Yesterday marked four years since a significant moment split our lives into before and after.
For the past few years, I’ve handled that hour the same way. When the clock crept toward the exact minute it happened, I would step into the shower. I’d let the water run hot and loud — loud enough to drown out the memories that insist on resurfacing. It became a ritual. Armor made of steam.
Some grief doesn’t leave. It just waits for its time slot.
But last night was different.
My daughter came over with her new wife. We sat around the table. We talked. We laughed. We shared a couple of shots. It was warm and easy and ordinary in the best possible way.
At one point she leaned forward, placed her hand on my knee, and said softly,
“You made it past the time, Mom.”
I looked at the clock.
Forty minutes past what I needed to survive.
And I hadn’t even noticed.
What strikes me most isn’t just that I “made it past the time.”
It’s that I didn’t survive it alone this year.
For years, I’ve stepped into the shower like armor — letting water drown out memory, bracing myself for impact. Rituals like that don’t come from small pain. They come from seismic shifts.
But last night, instead of isolation and running water, I had:
My daughter.
Her wife.
Laughter in my home.
Shared stories.
Shared shots.
A hand on my knee.
That detail matters.
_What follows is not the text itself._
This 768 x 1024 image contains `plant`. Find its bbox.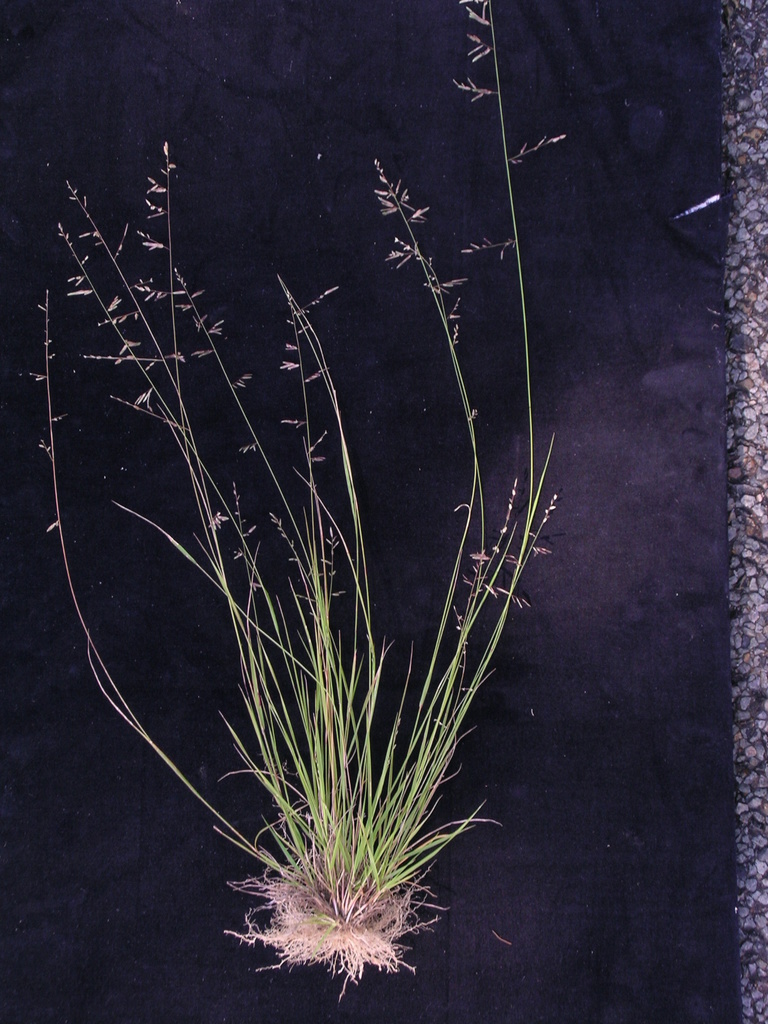
select_region(106, 129, 625, 1009).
The hand on my knee. That’s grounding. That’s presence. That’s someone saying without saying: I see what this day costs you.
And then:
“You made it past the time, Mom.”
Forty minutes.
Not hiding.
Not bracing.
Just living.
That’s not accidental. That’s healing in motion.
It doesn’t mean the event doesn’t matter anymore. It doesn’t erase what was lost. It means the memory doesn’t own me the way it once did.
The clock didn’t win.
We did.
There’s something beautifully poetic about the shift — from standing alone under running water to sitting at a table with my grown daughter, who is building her own life, leaning in to steady me.
That’s generational strength.
Four years later, healing didn’t look like forgetting.
It looked like laughter.
It looked like love.
It looked like forty unexpected minutes of peace.
And that feels like a quiet kind of victory.